In fact there are no end of inefficiencies in the referencing process, resulting in huge frustrations for HR staff, recruitment agencies and departing employees, all with their own, sometimes competing, agendas.
New technology
The good news is that a new technology cleverly applied is dramatically speeding up the process, offering employers and agencies a huge opportunity to uncover hidden treasure in terms of time and cost savings.
It also offers a considerable and highly attractive safeguard against possible litigation risk and reference fraud, particularly important for those recruiting staff in public services or in controlled environments such as financial services.
But before we find out how electronic employee referencing works, let’s take a look at the existing process and where the challenges lie. Here are some typical reference scenarios.

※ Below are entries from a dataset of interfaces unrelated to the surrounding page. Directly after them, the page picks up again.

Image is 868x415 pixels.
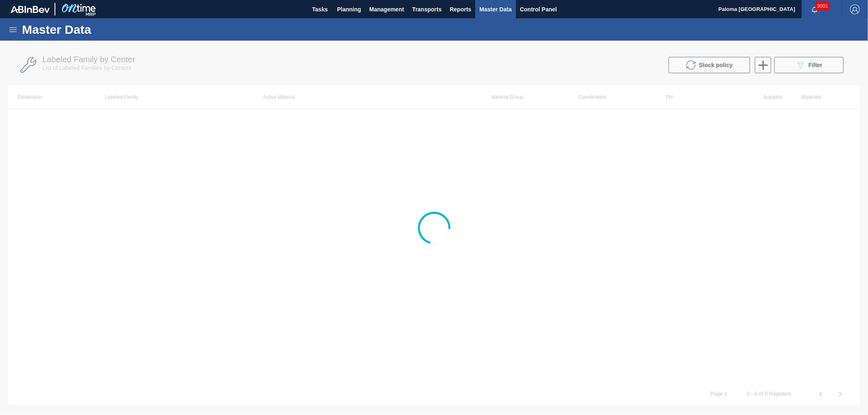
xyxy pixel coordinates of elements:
[311,5,329,14] span: Tasks
[412,5,441,14] span: Transports
[11,6,50,13] img: TNhmsLtSVTkK8tSr43FrP2fwEKptu5GPRR3wAAAABJRU5ErkJggg==
[480,5,512,14] span: Master Data
[337,5,361,14] span: Planning
[22,25,167,34] h1: Master Data
[450,5,471,14] span: Reports
[816,2,829,11] span: 9001
[802,4,828,15] button: Notifications
[851,5,860,14] img: Logout
[369,5,405,14] span: Management
[520,5,557,14] span: Control Panel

One of your employees, Joe Bloggs, leaves to work for a competitor. Two years on he moves to one of your suppliers who is now approaching you for a reference. You might not feel inclined to give out a reference, because Joe Bloggs originally jumped ship to one of your competitors. But you know you need to do so, because to refuse could lay your organisation open to a discrimination claim.
Joe Blogg’s former line manager is no longer with the company at this point, meaning you have to generate the reference again from scratch. You could probably have saved yourself an hour or two if Joe’s manager, the person best placed to confirm essential facts around the role and comment on Joe’s performance, had created and saved the reference in a central point at the time of Joe’s departure.
Now multiply the one or two hours spent recreating a reference by the number of employees who have left your company this year, and you will start to see mounting up the indirect cost of not managing your referencing process properly. And we haven’t even begun to count the possible cost of providing an inaccurate reference because of poor quality control – that cost being the damage to your reputation or possible litigation.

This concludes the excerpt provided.